One day, a long time ago, last May actually. We bought our dream home in tropical Cairns. The home was a Queenslander and we could see ourselves sitting on the back verandah sipping gin and tonic as we enjoyed the bubbling water in the back yard fish pond that we inherited with the house. I'd never had fish before and thought I’d add a few extra inhabitants to the pond and chose some fat round friendly looking gold fish from the pet shop and lo and behold the fish already in the pond immediately attacked the poor hapless gold fish and bit off their fins killing them within an hour.
I would have rescued the poor things except that I misjudged the nudging and nibbling of the other fish as fishy gestures of welcome. But the dead fish got me suspicious about the alive ones. So I took a jar of the pond fish into the pet shop.
“Oh they’re native guppies,” said the sales guy, like he knew all there was to know about fish. I believed him. So I googled native guppies to find out how to carefully look after them, seeing as they were native and found there is no such thing as native guppies. They are also called Mosquito fish but their real name is Gambusia and they are the rabbit of the rivers. I sent a picture of the fish off to Fisheries and Wildlife and they sent it off to a Gambusia Professor expert person who said, ‘Yes they are definitely Gambusia. Oh and by the way there is a nice little $10,000 fine if you keep them or give them to anyone.’ So I disposed of the Gambusia as instructed very sternly by Fisheries and Wildlife, by cleaning out the pond, which was black and obviously hadn’t been cleaned out since the Big Bang. I stood knee deep in mucky gooey - what I can only imagine was years of fish poo - handing buckets of murky smelly water to the kids to tip on the garden. Finally the pond was sparkling clean.
In went new fish. In went a brand spanking new bubble maker thingy to keep it sparkly and clean. In went the Cane Toads (the rabbits of Northern Australia) that night whilst I was sleeping. In the morning the water was green, due I am told to the high nitrate content of the Cane Toads wee and poo. And the pond was filled with millions of Cane Toad eggs. On the weekend, I stood in the murky Cane Toady water and handed buckets of it to the kids.
I filled the pond in with sand and dirt and stones. I built a pedestal with bricks and concrete slabs 2 feet high so the Cane Toads couldn’t get in. I bought a fibre glass pond and stuck it on the pedestal. I bought new fish. The Cane Toads had eaten some of the others (I assume that’s why they were missing and not because they had left me for being a bad fish carer). The new fibre glass pond cost me a fortune.
I bought pretty lilies to give the fishies shade. I hung up a mosquito net to stop the fishies from being drowned in falling leaves I put up an umbrella to shade them from the afternoon sun. I began to love my fish. The pond leaked. It leaked everywhere and created a new pond around the base of the pedestal which immediately filled with copulating Cane Toads and their eggs. So now the fishies are in our bath. Pete (my hubby) says now that they have been spoilt and allowed inside - we’ll never get them back out again. I am sorry this story has no meaning or words hopeful of wisdom. it is just frivolous story about how the fish ended up living in our bath.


Return all the lines below in which the string "DATORU" appears.

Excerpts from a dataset
-------------------------

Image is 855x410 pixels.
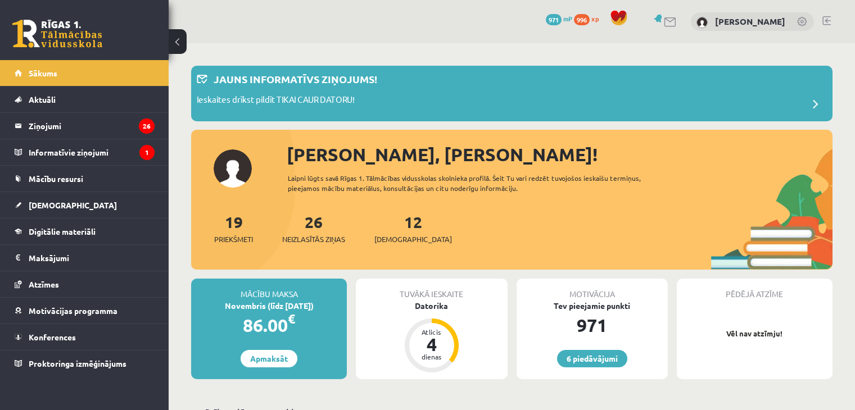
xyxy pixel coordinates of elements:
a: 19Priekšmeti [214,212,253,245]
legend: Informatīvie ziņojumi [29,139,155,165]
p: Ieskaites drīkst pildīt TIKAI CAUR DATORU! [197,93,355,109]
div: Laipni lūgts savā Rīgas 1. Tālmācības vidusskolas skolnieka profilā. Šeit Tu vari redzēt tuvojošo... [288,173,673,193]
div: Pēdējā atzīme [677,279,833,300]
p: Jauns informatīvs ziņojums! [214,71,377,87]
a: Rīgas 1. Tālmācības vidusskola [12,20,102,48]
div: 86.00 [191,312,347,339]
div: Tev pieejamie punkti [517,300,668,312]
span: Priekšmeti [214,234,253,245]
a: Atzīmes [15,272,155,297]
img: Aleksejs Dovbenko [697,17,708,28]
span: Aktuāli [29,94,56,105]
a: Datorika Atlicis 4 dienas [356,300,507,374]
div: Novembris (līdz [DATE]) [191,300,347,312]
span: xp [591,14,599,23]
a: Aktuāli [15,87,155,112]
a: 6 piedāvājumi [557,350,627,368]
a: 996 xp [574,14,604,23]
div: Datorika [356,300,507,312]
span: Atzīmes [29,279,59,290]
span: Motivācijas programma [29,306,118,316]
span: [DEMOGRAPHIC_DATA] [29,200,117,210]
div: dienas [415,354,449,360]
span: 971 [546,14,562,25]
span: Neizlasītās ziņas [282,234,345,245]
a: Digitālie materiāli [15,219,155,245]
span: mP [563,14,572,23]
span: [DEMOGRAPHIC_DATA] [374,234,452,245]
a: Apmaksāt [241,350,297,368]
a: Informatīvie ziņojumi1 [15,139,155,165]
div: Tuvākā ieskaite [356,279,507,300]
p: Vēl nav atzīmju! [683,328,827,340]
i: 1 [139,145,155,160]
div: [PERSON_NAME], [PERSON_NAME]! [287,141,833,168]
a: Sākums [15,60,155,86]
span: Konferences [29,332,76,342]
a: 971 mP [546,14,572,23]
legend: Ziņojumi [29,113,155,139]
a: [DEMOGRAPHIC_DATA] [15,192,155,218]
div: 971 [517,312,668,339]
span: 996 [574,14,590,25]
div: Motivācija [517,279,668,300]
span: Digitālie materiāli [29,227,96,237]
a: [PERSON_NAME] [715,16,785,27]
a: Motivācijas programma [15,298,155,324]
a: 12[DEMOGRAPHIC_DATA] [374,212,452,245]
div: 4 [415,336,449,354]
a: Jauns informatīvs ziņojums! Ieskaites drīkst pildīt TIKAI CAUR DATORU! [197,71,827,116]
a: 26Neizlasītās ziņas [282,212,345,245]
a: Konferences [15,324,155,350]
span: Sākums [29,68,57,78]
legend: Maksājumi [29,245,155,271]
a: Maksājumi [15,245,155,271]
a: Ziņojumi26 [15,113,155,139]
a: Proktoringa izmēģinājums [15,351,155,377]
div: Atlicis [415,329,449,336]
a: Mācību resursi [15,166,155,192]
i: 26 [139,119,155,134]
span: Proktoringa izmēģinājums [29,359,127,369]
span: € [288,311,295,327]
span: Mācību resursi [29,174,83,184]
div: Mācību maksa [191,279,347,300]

-------------------------

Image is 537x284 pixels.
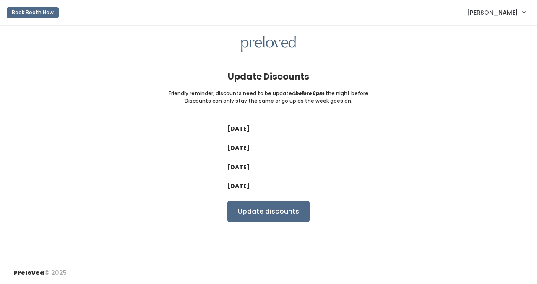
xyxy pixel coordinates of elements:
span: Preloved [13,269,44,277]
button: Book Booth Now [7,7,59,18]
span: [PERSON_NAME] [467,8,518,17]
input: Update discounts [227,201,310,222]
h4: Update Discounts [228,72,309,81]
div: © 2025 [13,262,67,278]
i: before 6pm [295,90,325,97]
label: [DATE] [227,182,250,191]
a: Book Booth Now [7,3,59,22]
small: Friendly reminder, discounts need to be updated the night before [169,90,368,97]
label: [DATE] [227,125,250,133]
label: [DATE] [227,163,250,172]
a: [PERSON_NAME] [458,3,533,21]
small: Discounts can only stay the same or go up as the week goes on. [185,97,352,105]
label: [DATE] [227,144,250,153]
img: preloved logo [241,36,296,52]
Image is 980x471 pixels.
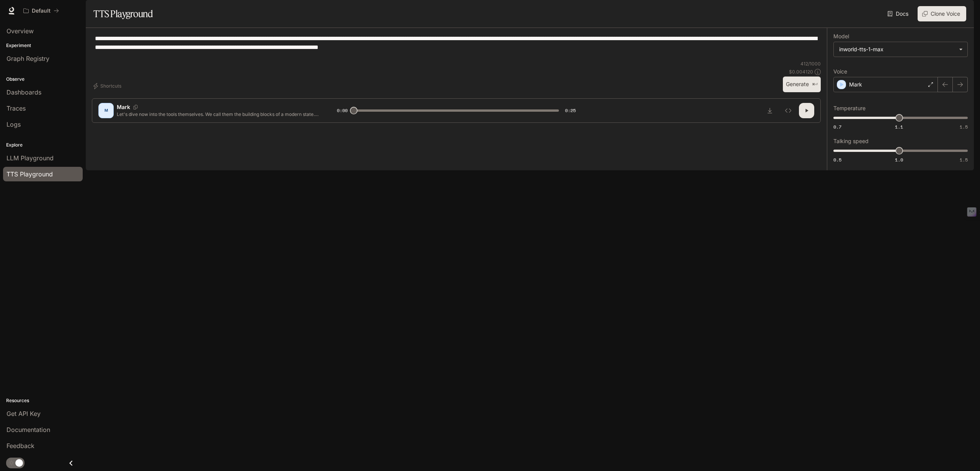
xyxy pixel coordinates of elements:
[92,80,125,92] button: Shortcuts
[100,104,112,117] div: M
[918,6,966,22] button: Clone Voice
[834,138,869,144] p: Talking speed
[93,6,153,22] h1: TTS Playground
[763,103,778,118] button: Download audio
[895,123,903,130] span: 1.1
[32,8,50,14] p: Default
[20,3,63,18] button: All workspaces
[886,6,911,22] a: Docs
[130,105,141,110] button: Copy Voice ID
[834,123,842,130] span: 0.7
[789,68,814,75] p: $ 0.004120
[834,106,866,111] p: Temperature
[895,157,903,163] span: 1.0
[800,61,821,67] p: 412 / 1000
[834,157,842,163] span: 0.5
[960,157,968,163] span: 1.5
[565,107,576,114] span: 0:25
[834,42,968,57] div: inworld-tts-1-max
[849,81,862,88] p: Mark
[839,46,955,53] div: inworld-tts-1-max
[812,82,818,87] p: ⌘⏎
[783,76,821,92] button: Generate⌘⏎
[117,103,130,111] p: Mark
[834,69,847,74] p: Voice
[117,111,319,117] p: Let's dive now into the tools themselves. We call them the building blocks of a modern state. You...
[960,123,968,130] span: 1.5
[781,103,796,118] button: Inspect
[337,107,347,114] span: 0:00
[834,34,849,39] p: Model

-------------------------

:: Result for this task ::
p: Ieskaites drīkst pildīt TIKAI CAUR DATORU! [197,93,355,109]
a: Jauns informatīvs ziņojums! Ieskaites drīkst pildīt TIKAI CAUR DATORU! [197,71,827,116]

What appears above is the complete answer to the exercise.